Generality of the Reaction.[a]
|
|
[a]Reaction conditions: 1 a–j (1 eq.) 2 a–i (1.2 eq.), Pd(PPh3)2Cl2(10 mol %), DPPP (20 mol %), BQ (1 eq.), K2CO3 (3 eq.), CH3CN (2 ml), 80 °C, 20 h, N2 atmosphere, [b]Isolated Yield.
This article is being made freely available through PubMed Central as part of the COVID-19 public health emergency response. It can be used for unrestricted research re-use and analysis in any form or by any means with acknowledgement of the original source, for the duration of the public health emergency.
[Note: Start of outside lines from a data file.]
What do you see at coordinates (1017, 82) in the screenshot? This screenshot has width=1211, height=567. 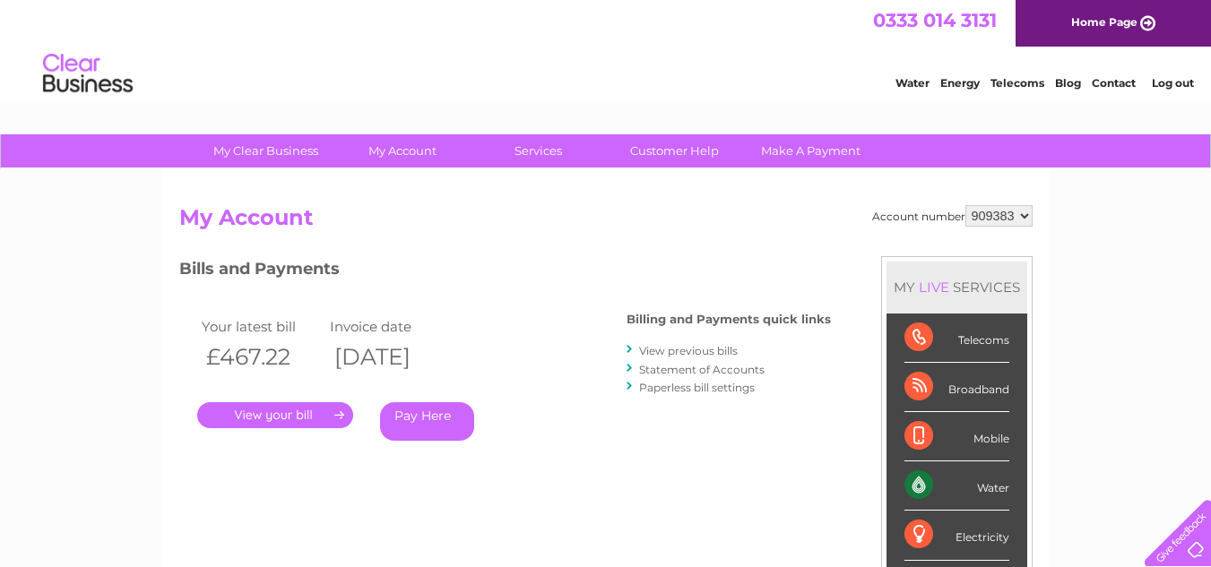 I see `a: Telecoms` at bounding box center [1017, 82]. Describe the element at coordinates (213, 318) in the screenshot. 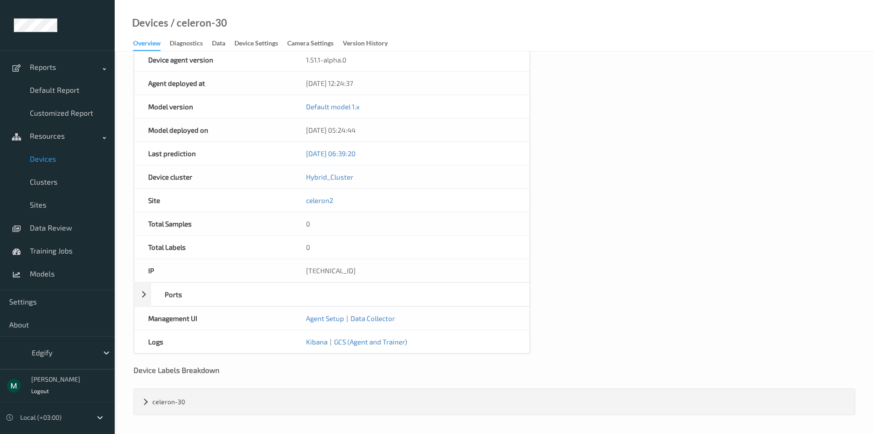

I see `div: Management UI` at that location. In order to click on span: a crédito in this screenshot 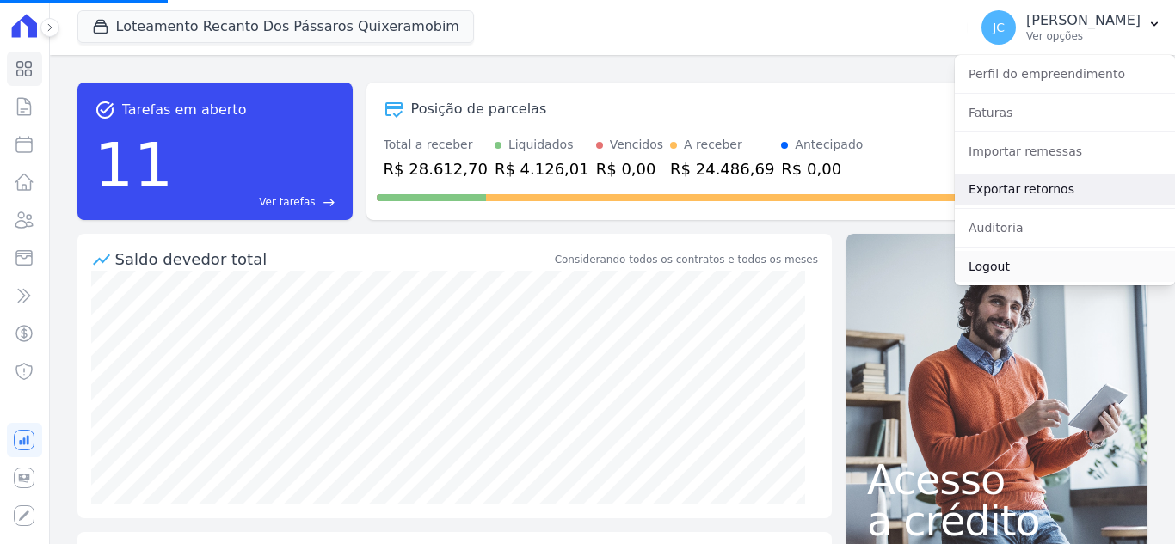, I will do `click(997, 521)`. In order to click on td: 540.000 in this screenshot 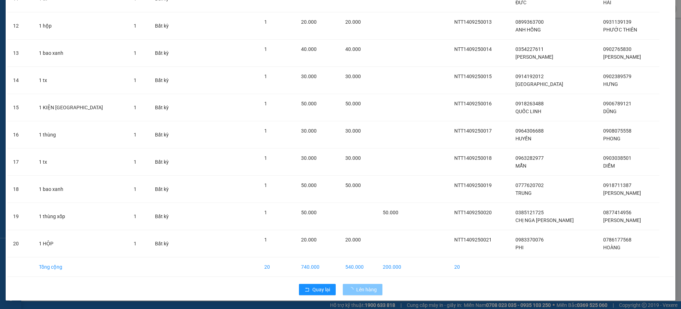, I will do `click(358, 267)`.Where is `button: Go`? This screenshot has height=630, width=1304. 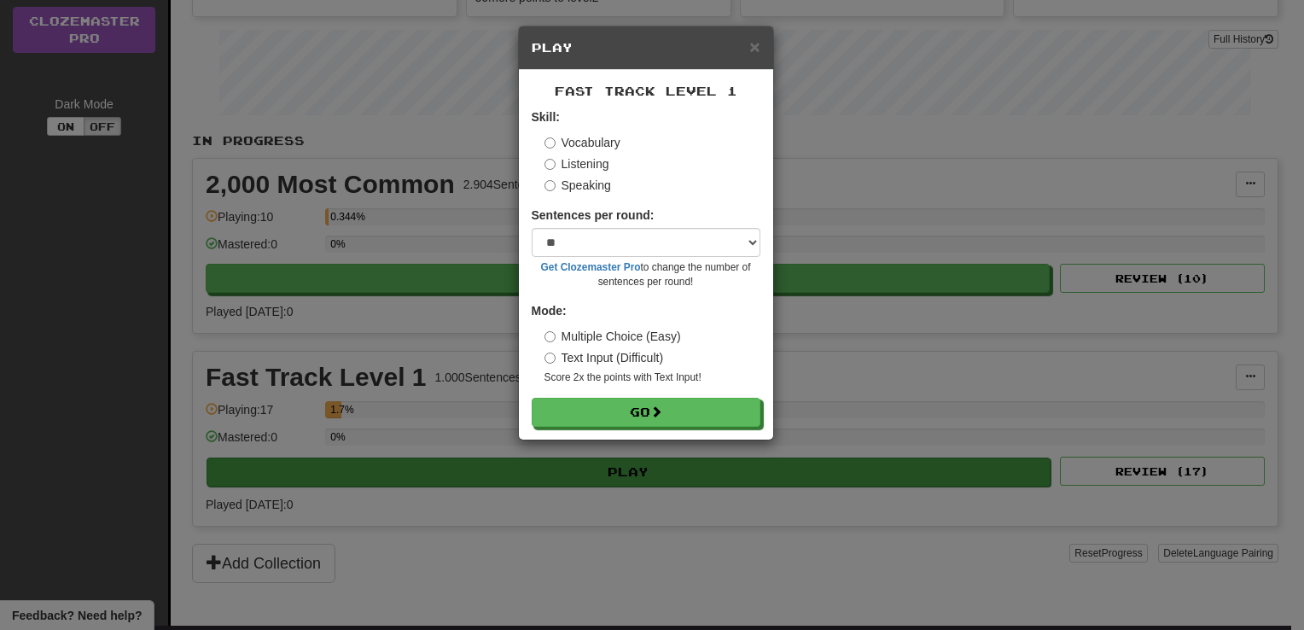 button: Go is located at coordinates (646, 412). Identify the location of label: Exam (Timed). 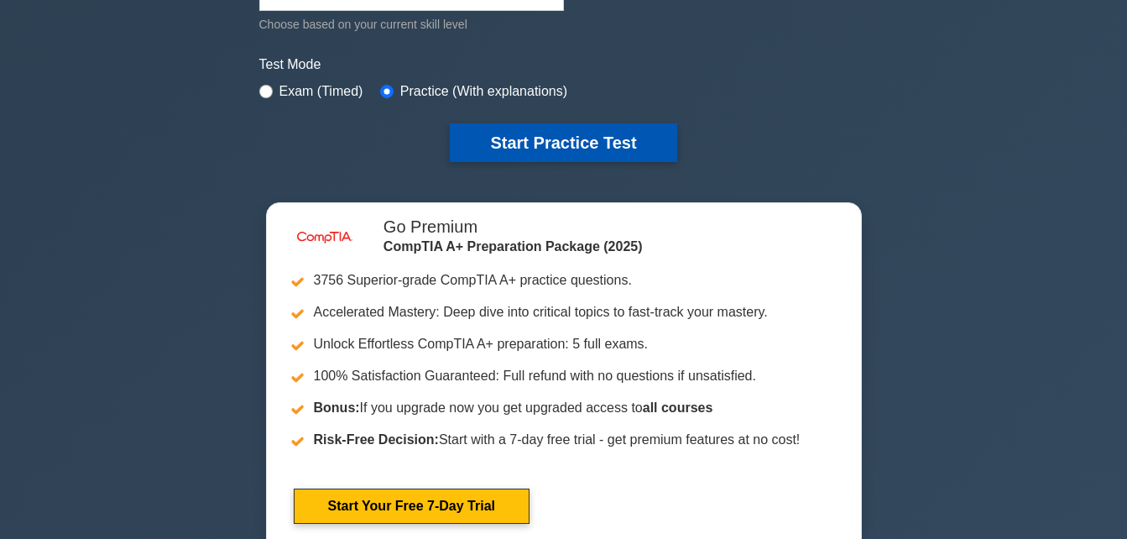
(321, 91).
In conclusion, we have described a facile method for efficient synthesis of 1,2‐dihydroquinolines by the direct use of Morita‐Baylis‐Hillman alcohols by adopting a palladium catalyzed Buchwald type intermolecular C−N coupling followed by an intramolecular allylic amination reaction. The reaction of a series of MBH alcohols with amino compounds including tosyl amine derivative, aliphatic and aromatic amines in presence of Pd(PPh3)2Cl2 (10 mol %), DPPP (20 mol %) and K2CO3 (3 eq.) in CH3CN (2 ml) solvent under N2 atmosphere at 80 °C, for 20 h resulted in the formation of corresponding dihydroquinolines up to 95 % isolated yields. This methodology is highly efficient in terms of simple reaction protocol, easily available starting materials, broad substrate scope and good reaction yields. The efforts to utilize the synthesized products towards the design of various molecular skeletons with biological and pharmaceutical significance are in progress and will be reported in due course.
Supporting Information Summary
Experimental procedures for the synthesis of (1a–j and 3a–n), spectroscopic data for (1a–j and 3a–l) along with 1H and 13CNMR spectra of (1a–j and 3a–l) are presented in this part.
Conflict of interest
The authors declare no conflict of interest.
Supporting information
As a service to our authors and readers, this journal provides supporting information supplied by the authors. Such materials are peer reviewed and may be re‐organized for online delivery, but are not copy‐edited or typeset. Technical support issues arising from supporting information (other than missing files) should be addressed to the authors.
Supplementary
Acknowledgements
PRS thank the Council of Scientific and Industrial Research (CSIR), New Delhi for Junior Research Fellowship (Grant No. 09/499(0088)/2015‐EMR‐1 ). Authors are thankful to SAIF , CUSAT and AMMRC , Mahatma Gandhi University for Characterization and Analyses . Authors also thank DST‐PURSE Phase (II), Govt. of India (SR/417 and 418/2017 ) for the financial assistance.
P. R. Sruthi, P. U. Sankar, T. V. Saranya, S. Anas, ChemistrySelect 2020, 5, 13598.